One minute, Nicholas was lying in his hospital bed. Next, he began coughing, then suddenly vomiting an entire pint of blood.
I was holding the vomit bag. I caught it. And then I watched his face go pale as he looked at me, not panicked, but calm. So calm it scared me. Then he said:
“Mom, can you see it? The Lamb of Jesus? I can see him. He’s a brown lamb.”
He wasn’t afraid. He wasn’t crying. He was seeing something beyond the rest of us. In that moment, he was at peace.
Then everything changed.
Alarms went off. ICU staff rushed in. A doctor looked us straight in the eye and said the words no parent should ever hear:
“We have to intubate him now. It’s either here or in the OR. But it has to be now.”
There was no time to speak, hold his hand again, or prepare. In minutes, our son, our baby, only 11 years old, was sedated, paralyzed, and intubated. A machine would breathe for him while his body tried to survive.
We were told more than once to prepare for the worst. That he might not make it, but I couldn’t accept that. I wouldn’t.

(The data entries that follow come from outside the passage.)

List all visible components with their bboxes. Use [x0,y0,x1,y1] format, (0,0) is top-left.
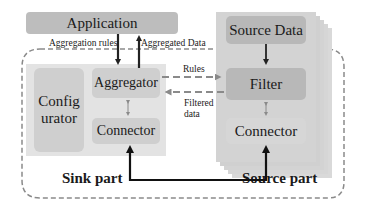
sink-connector-arrowhead [126,145,134,153]
source-connector-arrowhead [262,145,270,153]
arrow-layer [0,0,371,213]
connector-link [130,152,266,180]
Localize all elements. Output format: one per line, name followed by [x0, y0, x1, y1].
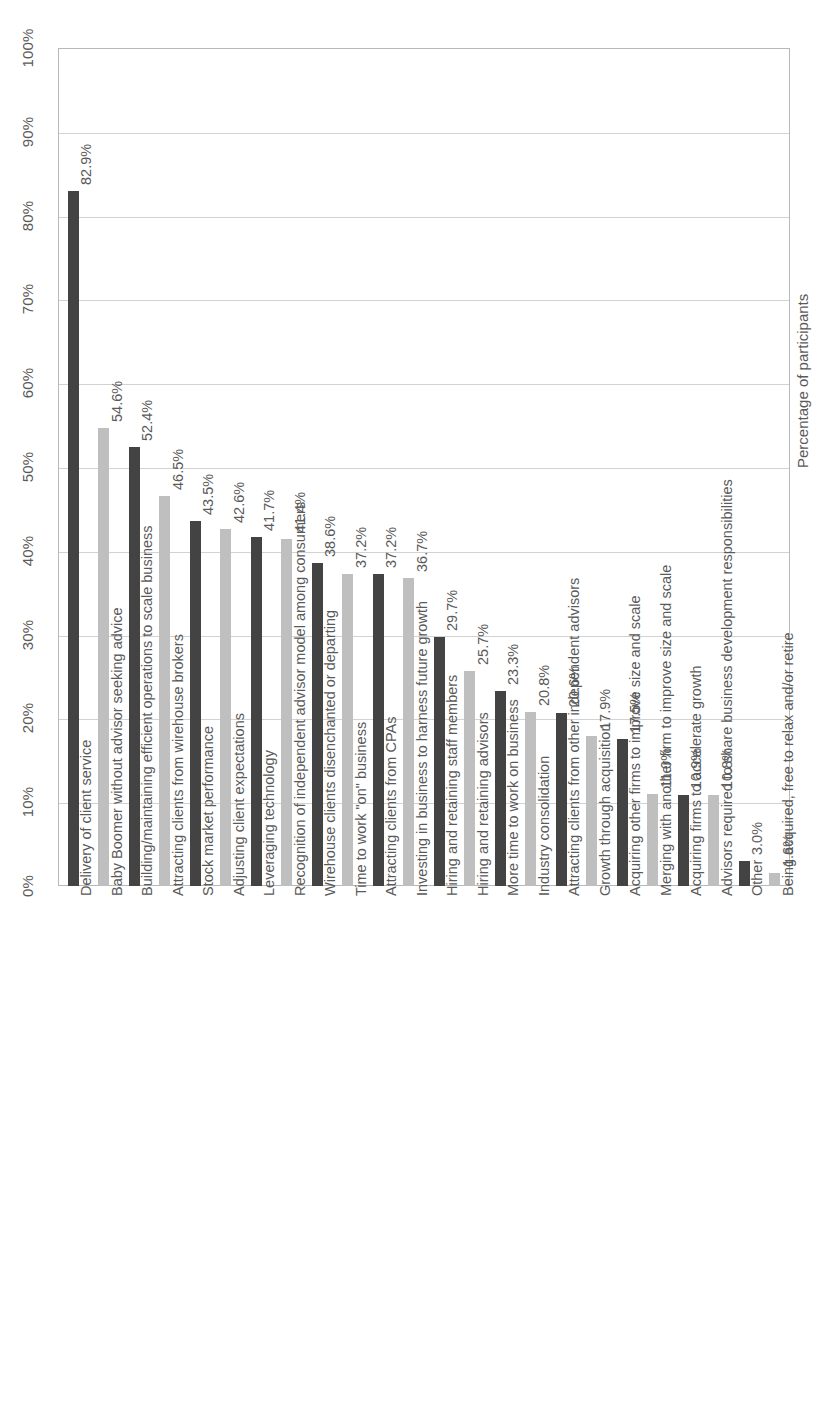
- gridline-70: [59, 300, 789, 301]
- category-label: Investing in business to harness future …: [415, 601, 430, 896]
- bar-value-label: 46.5%: [171, 449, 186, 490]
- category-label: Attracting clients from CPAs: [384, 717, 399, 896]
- bar-value-label: 54.6%: [110, 381, 125, 422]
- bar-value-label: 25.7%: [476, 624, 491, 665]
- value-tick-30%: 30%: [20, 607, 36, 663]
- category-label: Wirehouse clients disenchanted or depart…: [323, 610, 338, 896]
- bar: [464, 671, 475, 886]
- category-label: Other: [750, 860, 765, 896]
- bar-value-label: 20.8%: [537, 665, 552, 706]
- category-label: Hiring and retaining staff members: [445, 675, 460, 896]
- value-tick-100%: 100%: [20, 20, 36, 76]
- bar-value-label: 36.7%: [415, 531, 430, 572]
- bar-value-label: 37.2%: [384, 527, 399, 568]
- category-label: Growth through acquisition: [598, 724, 613, 897]
- bar: [342, 574, 353, 886]
- value-tick-0%: 0%: [20, 858, 36, 914]
- gridline-80: [59, 217, 789, 218]
- category-label: Stock market performance: [201, 726, 216, 896]
- value-tick-70%: 70%: [20, 271, 36, 327]
- bar: [769, 873, 780, 886]
- value-tick-60%: 60%: [20, 355, 36, 411]
- value-tick-80%: 80%: [20, 188, 36, 244]
- bar-value-label: 37.2%: [354, 527, 369, 568]
- bar: [281, 539, 292, 886]
- category-label: Hiring and retaining advisors: [476, 712, 491, 896]
- category-label: Acquiring firms to accelerate growth: [689, 666, 704, 897]
- bar-value-label: 41.7%: [262, 489, 277, 530]
- value-tick-10%: 10%: [20, 774, 36, 830]
- gridline-50: [59, 468, 789, 469]
- category-label: Delivery of client service: [79, 740, 94, 896]
- bar-value-label: 38.6%: [323, 515, 338, 556]
- bar: [647, 794, 658, 886]
- bar: [586, 736, 597, 886]
- value-tick-50%: 50%: [20, 439, 36, 495]
- bar-value-label: 3.0%: [750, 822, 765, 855]
- value-tick-40%: 40%: [20, 523, 36, 579]
- category-label: Industry consolidation: [537, 756, 552, 896]
- category-label: Advisors required to share business deve…: [720, 479, 735, 896]
- category-label: Attracting clients from other independen…: [567, 578, 582, 896]
- value-tick-90%: 90%: [20, 104, 36, 160]
- category-label: Building/maintaining efficient operation…: [140, 525, 155, 896]
- bar: [220, 529, 231, 886]
- category-label: Acquiring other firms to improve size an…: [628, 595, 643, 896]
- category-label: Merging with another firm to improve siz…: [659, 565, 674, 896]
- bar-value-label: 43.5%: [201, 474, 216, 515]
- category-label: Adjusting client expectations: [232, 713, 247, 896]
- category-label: Being acquired, free to relax and/or ret…: [781, 632, 796, 896]
- bar-value-label: 82.9%: [79, 144, 94, 185]
- bar: [403, 578, 414, 886]
- bar-value-label: 29.7%: [445, 590, 460, 631]
- value-tick-20%: 20%: [20, 690, 36, 746]
- category-label: Time to work "on" business: [354, 722, 369, 896]
- category-label: Leveraging technology: [262, 750, 277, 896]
- value-axis-title: Percentage of participants: [795, 294, 811, 468]
- gridline-90: [59, 133, 789, 134]
- category-label: More time to work on business: [506, 699, 521, 896]
- gridline-60: [59, 384, 789, 385]
- bar: [98, 428, 109, 886]
- bar-value-label: 23.3%: [506, 644, 521, 685]
- category-label: Attracting clients from wirehouse broker…: [171, 634, 186, 896]
- bar: [708, 795, 719, 886]
- category-label: Recognition of independent advisor model…: [293, 502, 308, 896]
- category-label: Baby Boomer without advisor seeking advi…: [110, 607, 125, 896]
- bar-value-label: 52.4%: [140, 400, 155, 441]
- bar-value-label: 42.6%: [232, 482, 247, 523]
- bar: [159, 496, 170, 886]
- bar: [525, 712, 536, 886]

And yet this moment, the one that haunts us most, is also the one Nicholas speaks about with grace. He remembers the Lamb of Jesus. He says it wasn’t scary. He says it was peaceful.
But we remember every second of that night.
The blood.
The fear.
The pleading.
The sound of machines.
The moment we almost lost our child.
And the sickening truth is: this was preventable.
Two days earlier, we were sent home from the Methodist Southlake ER with no antibiotics, no blood cultures, and no concern for the clearly abnormal vital signs. Sepsis protocols were never followed. No one warned us what was coming.
To be clear: they lied to us.
Methodist Southlake told us Nicholas’s labs were normal.
Dr. Teresa Proietti had the nurse deliver that message.
We trusted them.
And I carry the weight of that trust like a wound.
The guilt of believing them, when my gut said something was wrong, will never fully go away. I felt some measure of validation when CMS reviewed the records, confirmed their deception, and issued a federal violation. But that doesn’t undo the damage.
So now we fight, not just for Nicholas, but so no other parent has to hold a vomit bag full of blood… or hear a doctor say “it has to be now”… or watch their child say goodbye before their 12th birthday.
This is our truth. And we will not stop telling it.